Eine Kurzgeschichte über die Sehnsucht nach Zugehörigkeit von Juliania Bumazhnova.

“I wasn’t born home, you know?” I said. “So how am I supposed to get back to myself, if there’s nothing to go back to?”.

Nora sighed. “I know… I know…”.

On the Moon, the sun feels differently than it does on Earth, my mother explained to me when I was little. Here, it burns. Here, there’s no wind to cool you down. Here, the sky is always black – even during “daytime.”

But on Earth, it was different. You didn’t need to hide underground to survive the temperatures. You could walk outside and the sunlight would wrap around you like a soft shawl. There was warmth – but there was also wind, cooling you down with care. And the colours! There were colours! Bright green, blue, red!

On the Moon, we have only greys, whites, silvers. We live in a world of shadows.

I always knew I didn’t belong here. But where? Where was this place of my true belonging?

My mother had left Earth long ago. We had nothing to return to. The stories I grew up with felt mythical. They made my soul ache. I never knew if I wanted more – or if I should stop listening altogether. I continued listening.

Yes, of course there had been the Great War—the one that destroyed everything. Driven by hate and greed, the Earthlings had taken their planet for granted. They exploited it until there was nothing left. If only they had one more chance, I often thought, to appreciate, to reconcile, to honor. But of course, it was already too late.

“You wouldn’t have wanted to be there in those final years,” my mother would say, her eyes clouded with sorrow, as if trying to anchor me back to reality. “It was devastating.” I believed her. Still, I couldn’t stop myself from being spellbound by planet Earth.

Apparently, gravity on Earth was six times stronger than on the Moon. They said it made you feel rooted—like the planet was holding you. Welcoming you. Wanting you.

My younger sister, Nora, didn’t understand my longing. She thought the weight sounded oppressive.

“Don’t you like floating?” she’d ask. “Being so free in your movements?”

I wouldn’t answer. I’d just stare into the dark stretch of space outside our window.

“This is the only home we’ve got, Noah” she said one night, voice firmer than usual. “I’d really appreciate it if—for once—you’d try to see what we do have. We’re alive. We go to school. We have food. We have each other. Friends. That’s… a lot.”

I sighed and pulled her into a hug. But I didn’t want to agree.
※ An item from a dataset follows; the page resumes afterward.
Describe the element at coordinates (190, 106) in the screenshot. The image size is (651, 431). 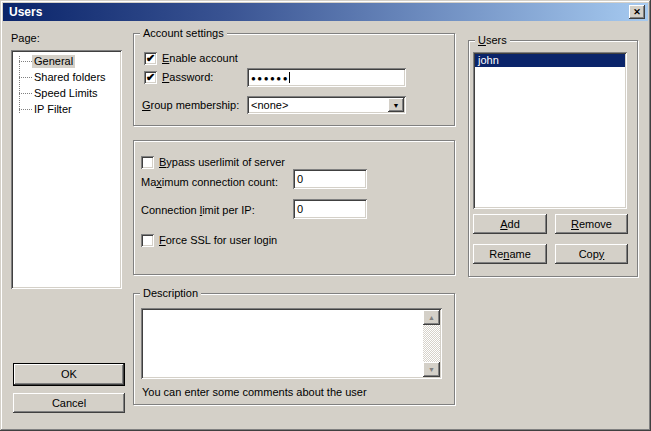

How could this really be all there was?

The teachers explained to us, that there was hope. Engineers and scientists were working on transporting us to Mars. They talked about how the Moon was just a stepping stone, to something bigger, better, greater. They would say the Moon was something temporary. A waiting room. But they never told us how long it would take.

Life between Earth and Mars is lonely, rootless, sometimes hopeless. Still, deep within me, there’s a quiet belief that someday—though I don’t know when, and I don’t know where—I will find my place, my homeland. Until then, I will keep floating, waiting for my feet to finally land.